A 1,500-ton east box steel girder will support the No. 1 subway as PATH commuters walk beneath it. Shipped in 30-ton sections and erected on-site, it will link the main hall with the east-west underground connector that will take travelers west to the World Financial Center and east to the Fulton Street Transit Center.

Four "super" columns, each weighing more than 200 tons and as high as 46 ft, will support the truss girder.

Logistical Labyrinth

In standard construction projects, plans usually build the substructure first, then the first floor, then the second floor, and so on. But here, crews are building hub components on multiple levels simultaneously.

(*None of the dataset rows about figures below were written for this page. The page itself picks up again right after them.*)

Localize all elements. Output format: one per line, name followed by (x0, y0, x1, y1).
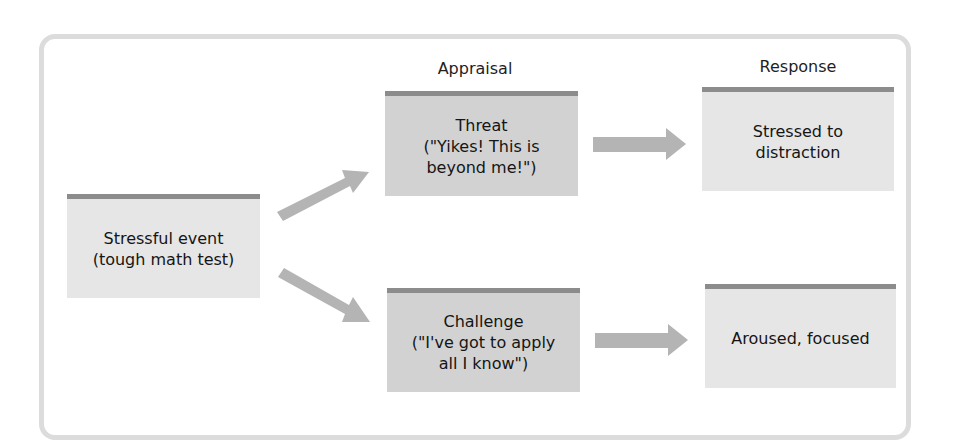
challenge-appraisal-box: Challenge ("I've got to apply all I know… (387, 288, 580, 392)
aroused-focused-box: Aroused, focused (705, 284, 896, 388)
appraisal-heading: Appraisal (372, 59, 578, 78)
response-heading: Response (702, 57, 894, 76)
stressful-event-box: Stressful event (tough math test) (67, 194, 260, 298)
stressed-to-distraction-box: Stressed to distraction (702, 87, 894, 191)
threat-appraisal-box: Threat ("Yikes! This is beyond me!") (385, 91, 578, 196)
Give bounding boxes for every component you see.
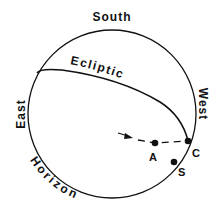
point-a-label: A <box>149 151 157 163</box>
point-c-dot <box>185 138 192 145</box>
dashed-path <box>138 140 188 143</box>
point-a-dot <box>152 140 159 147</box>
south-label: South <box>93 10 132 24</box>
east-label: East <box>14 99 28 128</box>
point-s-label: S <box>178 166 185 178</box>
point-c-label: C <box>192 147 200 159</box>
point-s-dot <box>171 159 178 166</box>
west-label: West <box>196 88 210 120</box>
horizon-label: Horizon <box>27 154 81 202</box>
sky-diagram: A C S South East West Ecliptic Horizon <box>0 0 223 213</box>
ecliptic-curve <box>37 69 188 141</box>
arrow-head-icon <box>124 133 133 139</box>
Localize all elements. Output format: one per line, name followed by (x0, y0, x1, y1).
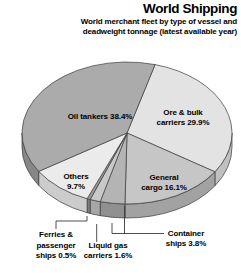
slice-label-oil-tankers: Oil tankers 38.4% (40, 112, 160, 122)
pie-slice-side-liquid-gas-carriers (90, 199, 100, 215)
world-shipping-chart: World Shipping World merchant fleet by t… (0, 0, 241, 280)
slice-label-container-ships: Container ships 3.8% (156, 229, 216, 248)
chart-header: World Shipping World merchant fleet by t… (81, 1, 237, 36)
slice-label-general-cargo: General cargo 16.1% (124, 173, 204, 192)
slice-label-liquid-gas-carriers: Liquid gas carriers 1.6% (78, 241, 138, 260)
chart-subtitle-line2: deadweight tonnage (latest available yea… (81, 27, 237, 36)
slice-label-others: Others 9.7% (46, 172, 106, 191)
chart-subtitle-line1: World merchant fleet by type of vessel a… (81, 17, 237, 26)
slice-label-ore-bulk-carriers: Ore & bulk carriers 29.9% (143, 108, 223, 127)
leader-line-ferries-passenger-ships (56, 216, 87, 229)
pie-slice-side-ferries-passenger-ships (87, 199, 90, 214)
chart-title: World Shipping (81, 1, 237, 16)
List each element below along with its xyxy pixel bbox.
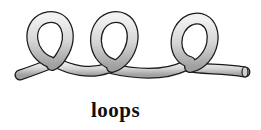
- rope-loops-icon: [0, 0, 261, 95]
- caption-label: loops: [0, 98, 261, 123]
- loops-illustration-figure: loops: [0, 0, 261, 130]
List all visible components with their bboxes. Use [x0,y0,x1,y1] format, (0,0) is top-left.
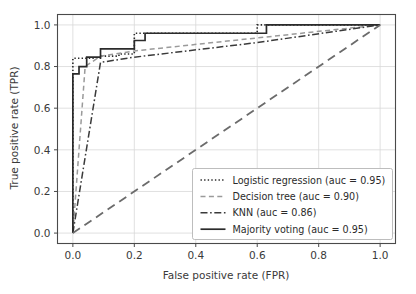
x-tick-label-0: 0.0 [65,249,82,261]
legend-label-decision-tree: Decision tree (auc = 0.90) [233,191,359,202]
x-tick-label-3: 0.6 [249,249,266,261]
y-tick-label-2: 0.4 [34,144,51,156]
x-tick-label-5: 1.0 [372,249,389,261]
x-tick-label-1: 0.2 [126,249,143,261]
y-tick-label-5: 1.0 [34,19,51,31]
y-axis-title: True positive rate (TPR) [8,66,20,190]
x-axis-title: False positive rate (FPR) [163,269,290,281]
legend: Logistic regression (auc = 0.95)Decision… [193,169,393,240]
legend-label-knn: KNN (auc = 0.86) [233,207,317,218]
legend-label-logistic-regression: Logistic regression (auc = 0.95) [233,175,386,186]
y-tick-label-1: 0.2 [34,185,51,197]
y-tick-label-0: 0.0 [34,227,51,239]
roc-plot-svg: 0.00.20.40.60.81.00.00.20.40.60.81.0 Log… [0,0,416,294]
x-tick-label-2: 0.4 [187,249,204,261]
x-tick-label-4: 0.8 [310,249,327,261]
roc-curve-figure: 0.00.20.40.60.81.00.00.20.40.60.81.0 Log… [0,0,416,294]
legend-label-majority-voting: Majority voting (auc = 0.95) [233,224,368,235]
y-tick-label-3: 0.6 [34,102,51,114]
y-tick-label-4: 0.8 [34,60,51,72]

In 2008, the Downtown Design Partnership (DDP), a joint venture of the New York City offices of STV Inc. and AECOM, redesigned the No. 1 subway line underpinning to ensure the work would be done in time for the 10th anniversary of 9/11 and employed a top-down approach that was applied throughout the hub.

“We literally turned the approach upside down,” says Christopher Ward, the port authority executive director. “It would take another two years if we did not do top-down construction.”

Thus, the hub roof was built first, since it serves as the eastern part of the memorial plaza's floor. “When we started, we laid out hub construction in such a way that was best for the hub,” says Ira Levy, AECOM's principal for DDP. “But in order to accommodate the memorial, we had to resequence everything.”

That move meant postponing work on every structure abutting the memorial while prioritizing utilities and mechanical and electrical facilities that will power the memorial and the reflecting pools. They also provided a temporary entrance for the 9/11 anniversary participants. One fast-track item is a 12,500-ton chiller system that will provide air-conditioning for the hub, the memorial, museum and retail spaces. Snaking into the site are 60-in.-dia pipes that bring water from the Hudson River.

“It's all coordination—coordinating with PATH, the memorial, the streets, towers 1, 2, 3 and 4, and the vehicle security center,” says James Durkin, Tishman senior vice president. “Certain amounts of mechanical systems and structural steel have to be done in time for [the anniversary].”

Skanska/Granite is demolishing the jungle of steel-and-concrete mini-piles that once supported the No. 1 subway box, mere inches from crews with DCM, which is erecting sections of the PATH station's west and east arch trusses.

Working over active PATH trains, the team built last year, out of sequence, a spot-network of rooms to house electrical systems that power the south reflecting pool, says Winsper. Since the roof over the active station has to be watertight, crews erected a trapezoidal, concrete “waffle” slab, 144 x 90 ft, that sits atop the Calatrava arches. Five-ft-high cavities create the “waffle” cells, used as pits for the memorial trees. The spaces between are filled with high-grade Styrofoam for waterproofing.

For many scenarios, agility and design are vital, says AECOM's Levy. “The job is layered. At each level, what happens is critical. On all these levels there are mechanical, electrical, utilities, supports and open spaces for buildings. Sequencing is enormous. What do I build and when? What is temporary or permanent?”